The imaging data is stored in either a 3D or 4D numpy array. Just like numpy, it is easy to get the dimensions of the data using shape.

data.shape

Looks like there are 3 dimensions (x,y,z) that is the number of voxels in each dimension. If we know the voxel size, we could convert this into millimeters.

We can also directly access the data and plot a single slice using standard matplotlib functions.

plt.imshow(data.get_fdata()[:,:,50], cmap='RdBu_r')

Try slicing different dimensions (x,y,z) yourself to get a feel for how the data is represented in this anatomical image.

We can also access data from the image header. Let's assign the header of an image to a variable and print it to view it's contents.

header = data.header
print(header)
<class 'nibabel.nifti1.Nifti1Header'> object, endian='<'
sizeof_hdr      : 348
data_type       : b''
db_name         : b''
extents         : 0
session_error   : 0
regular         : b'r'
dim_info        : 0
dim             : [  3 193 229 193   1   1   1   1]
intent_p1       : 0.0
intent_p2       : 0.0
intent_p3       : 0.0
intent_code     : none
datatype        : float32
bitpix          : 32
slice_start     : 0
pixdim          : [1. 1. 1. 1. 0. 0. 0. 0.]
vox_offset      : 0.0
scl_slope       : nan
scl_inter       : nan
slice_end       : 0
slice_code      : unknown
xyzt_units      : 2
cal_max         : 0.0
cal_min         : 0.0
slice_duration  : 0.0
toffset         : 0.0
glmax           : 0
glmin           : 0
descrip         : b'xform matrices modified by FixHeaderApplyTransforms (niworkflows v1.1.12).'
aux_file        : b''
qform_code      : mni
sform_code      : mni
quatern_b       : 0.0
quatern_c       : 0.0
quatern_d       : 0.0
qoffset_x       : -96.0
qoffset_y       : -132.0
qoffset_z       : -78.0
srow_x          : [  1.   0.   0. -96.]
srow_y          : [   0.    1.    0. -132.]
srow_z          : [  0.   0.   1. -78.]
intent_name     : b''
magic           : b'n+1'

Some of the important information in the header is information about the orientation of the image in space.
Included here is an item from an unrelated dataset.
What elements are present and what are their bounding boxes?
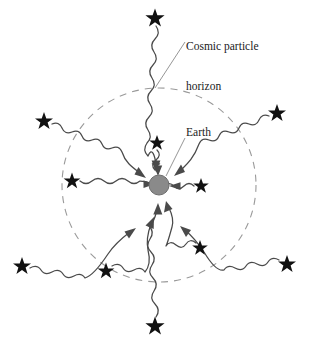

This can be represented as the affine matrix, which can be used to transform images between different spaces.

data.affine
array([[   1.,    0.,    0.,  -96.],
       [   0.,    1.,    0., -132.],
       [   0.,    0.,    1.,  -78.],
       [   0.,    0.,    0.,    1.]])

We will dive deeper into affine transformations in the preprocessing tutorial.
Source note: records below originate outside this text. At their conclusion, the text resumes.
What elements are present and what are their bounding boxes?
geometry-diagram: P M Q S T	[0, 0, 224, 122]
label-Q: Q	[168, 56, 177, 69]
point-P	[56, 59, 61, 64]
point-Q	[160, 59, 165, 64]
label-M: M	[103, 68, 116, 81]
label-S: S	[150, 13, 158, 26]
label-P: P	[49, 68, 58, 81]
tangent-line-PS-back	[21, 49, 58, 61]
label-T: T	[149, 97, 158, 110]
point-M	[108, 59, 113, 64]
Plotting Data with Nilearn

There are many useful tools from the nilearn library to help manipulate and visualize neuroimaging data. See their documentation for an example.

In this section, we will explore a few of their different plotting functions, which can work directly with nibabel instances.

A note on displaying plots in marimo

Marimo renders the last expression of each cell. Unlike Jupyter, it doesn't automatically call _repr_html_ on opaque return objects, so plot_anat(data) or plt.imshow(...) alone will just print the object's repr string (e.g. <OrthoSlicer object at 0x...>) instead of a figure.

No %matplotlib inline equivalent is needed — marimo always renders real Figure objects inline. You just have to make sure the last line of the cell is a Figure (or an HTML component). Three patterns, in order of recommendation:

1. Create the figure, pass it in, return it (preferred)

fig, ax = plt.subplots(figsize=(12, 4))
plot_anat(data, axes=ax)
fig
  • Explicit figure handle — safe across reactive re-runs
  • You control size, DPI, subplot layout
  • A couple extra lines per cell

2. Call the plotting function, then plt.gcf() (quick fix)

plot_anat(data)
plt.gcf()
  • One-line escape hatch — easy to retrofit
  • gcf() returns whichever figure pyplot touched most recently, which can be surprising when cells re-execute out of order in a reactive notebook
  • No control over figure dimensions

3. mo.Html(view.get_iframe()) for nilearn interactive views

mo.Html(view_img(data).get_iframe())

Used for view_img, view_connectome, view_surf — these return a nilearn HTMLDocument with embedded JavaScript. The get_iframe() call sandboxes the viewer into its own iframe so its JS doesn't collide with marimo's. Use .html instead of .get_iframe() if you want it inline in the main DOM and are sure there are no JS conflicts.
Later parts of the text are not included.